For years, product design prototypes essentially meant the same thing: clickable flows, simulated states, and a lot of imagination to explain what didn’t yet exist. Over the past few months, however, AI-powered prototyping tools have begun to change that dynamic — especially for complex digital products with complex data structures, business rules, and multiple user flows.
In this article, I share a hands-on exploration conducted from a product design perspective, testing AI-based prototyping tools currently available in the market. The goal wasn’t to determine which tool is “best”, but to understand when each one makes sense, what UX risks it introduces, and how it can (or cannot) accelerate the design process.
This content is grounded in applied research — real attempts, missteps, iterations, and lessons learned — not a polished demo.
The starting point: Accelerating execution, not strategy
Before discussing tools, it’s important to clarify a principle that guided the entire exploration:
AI accelerates execution. It does not define strategy.
None of the tools tested can replace product decisions, contextual understanding, or UX judgment. When that distinction isn’t made explicit from the start, the risk is significant: over-reliance on AI, unrealistic expectations of speed, or acceptance of “functional” solutions that ultimately degrade the user experience.
Another early insight was recognizing that AI requires context — and a fallback plan. Across all experiments, one thing became clear: there is no single AI solution for the entire product process. The value lies in placing each tool at the right moment within the workflow.
AI behaves differently at each stage of the process
One of the main findings was that the same tool can be highly effective in one phase and risky in another. Below are the key takeaways organized by project stage.
1. Discovery and early definition: Explore without over-control
At this stage, precision is not the goal. The objective is to generate perspective, spark discussions, and unlock conversations with stakeholders.
Recommended use: visual brainstorming, fast prototypes for early discussions, and alignment.
2. End of definition: Making it tangible without losing control
As the project takes shape — with clearer flows, defined scope, and higher fidelity — the expected behavior from AI changes significantly.
At this stage, tools like Cursor and Claude Code, when integrated with Figma via MCP, showed meaningful advantages:
Semantic understanding of design structure (not just visual layers)
Interpretation of real nodes, flows, and components
Reduced manual rework
Greater fidelity to the intended design
In one of the tested projects, a structured user flow was transformed into a functional prototype in just a few days while maintaining visual consistency and logical coherence.
Recommended use: finalizing definition, generating functional prototypes with higher control, and preparing for realistic demos or early validation testing.
3. In-progress projects: Continuity, precision, and technical support
During execution, AI shifts from something “client-facing” to an internal productivity tool. In this phase, it proved useful for:
Refining functionality
Exploring edge cases
Generating technical hypotheses
Supporting product and engineering teams
With one clear rule: nothing moves directly to users or stakeholders without human validation.
Recommended use: internal support, technical exploration, and maintaining momentum across iterations.
The biggest risk: There is no default UX
Perhaps the most important lesson from the entire exploration is this:
AI does not preserve UX intent on its own. Even with an established design system, defined tokens, and mapped flows, tools frequently:
Oversimplify interfaces
Ignore visual hierarchy
Convert structured layouts into overly text-heavy screens
Modify flows without notice
This became evident across multiple iterations of the same project. Whenever UI rules and responsive behavior were not explicitly locked from the beginning, regressions appeared.
The solution was not “better prompting,” but stronger foundations:
Design tokens are defined before any screen generation
A single, structured component library (e.g., Chakra UI)
Non-negotiable responsiveness rules
Incremental work in small, reviewable steps
When these constraints were in place, prototype stability and quality improved dramatically.
So… Is this just for illustration?
Not exactly. AI-generated prototypes occupy an interesting middle ground:
After weeks of experimentation, the conclusion is clear: AI prototyping tools are not design tools. They are reality accelerators.
When treated as a “magical designer,” they compromise UX. When treated like a junior pair programmer — operating under clear rules, frozen decisions, and constant supervision — they unlock something powerful: the ability to turn complex ideas into navigable experiences much earlier in the process.
For product designers, the challenge is not learning how to use AI. It’s understanding where it belongs, where it doesn’t, and what it should never decide on its own.
Used thoughtfully, AI does not replace design. It extends its reach.
Although Ste has a degree in Audiovisual Arts, digital design has always been her passion. She enjoys watching series, spending time in nature, and reading books.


▸ **PROBLEM**: Below are records; from the line containing "List each element" through the very last line, output each line exactly. No pictures.
┄┄┄┄┄┄
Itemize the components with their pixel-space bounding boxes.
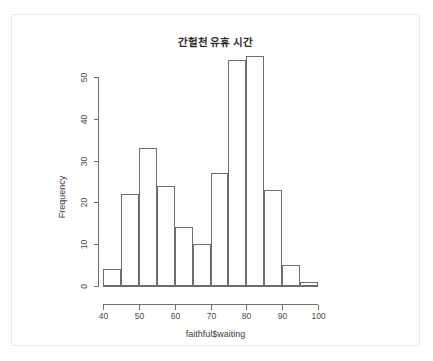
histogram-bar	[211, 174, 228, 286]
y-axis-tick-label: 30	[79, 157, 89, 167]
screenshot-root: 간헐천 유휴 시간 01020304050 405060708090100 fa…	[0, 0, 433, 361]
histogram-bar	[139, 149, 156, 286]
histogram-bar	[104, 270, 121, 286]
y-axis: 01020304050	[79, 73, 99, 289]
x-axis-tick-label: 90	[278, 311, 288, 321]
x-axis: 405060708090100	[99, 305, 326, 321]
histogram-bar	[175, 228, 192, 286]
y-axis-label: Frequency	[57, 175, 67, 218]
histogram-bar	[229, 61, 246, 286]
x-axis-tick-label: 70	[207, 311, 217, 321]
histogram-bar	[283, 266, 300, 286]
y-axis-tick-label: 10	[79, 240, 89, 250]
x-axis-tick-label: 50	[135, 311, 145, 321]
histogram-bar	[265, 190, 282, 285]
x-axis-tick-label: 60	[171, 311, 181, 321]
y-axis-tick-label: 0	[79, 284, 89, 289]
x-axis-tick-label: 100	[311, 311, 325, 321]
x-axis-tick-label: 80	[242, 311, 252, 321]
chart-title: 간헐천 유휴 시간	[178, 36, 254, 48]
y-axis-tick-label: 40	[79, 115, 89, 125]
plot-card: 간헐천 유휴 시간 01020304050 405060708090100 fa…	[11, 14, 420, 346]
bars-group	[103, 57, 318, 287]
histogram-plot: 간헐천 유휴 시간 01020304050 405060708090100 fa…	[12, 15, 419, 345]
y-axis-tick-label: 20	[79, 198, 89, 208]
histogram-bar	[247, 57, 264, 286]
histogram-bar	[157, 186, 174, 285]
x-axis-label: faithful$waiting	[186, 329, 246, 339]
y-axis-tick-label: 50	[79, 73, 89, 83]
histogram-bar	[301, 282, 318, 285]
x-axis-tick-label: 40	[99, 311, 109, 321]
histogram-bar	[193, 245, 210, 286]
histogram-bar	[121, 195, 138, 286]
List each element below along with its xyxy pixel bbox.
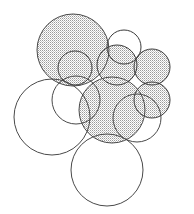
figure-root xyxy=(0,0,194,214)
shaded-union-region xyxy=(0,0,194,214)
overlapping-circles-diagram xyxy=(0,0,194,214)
┄┄┄┄┄┄
▸ **RESPONSE BOX**:
List each element below along with its xyxy pixel bbox.
figure-root xyxy=(0,0,194,214)
shaded-union-region xyxy=(0,0,194,214)
overlapping-circles-diagram xyxy=(0,0,194,214)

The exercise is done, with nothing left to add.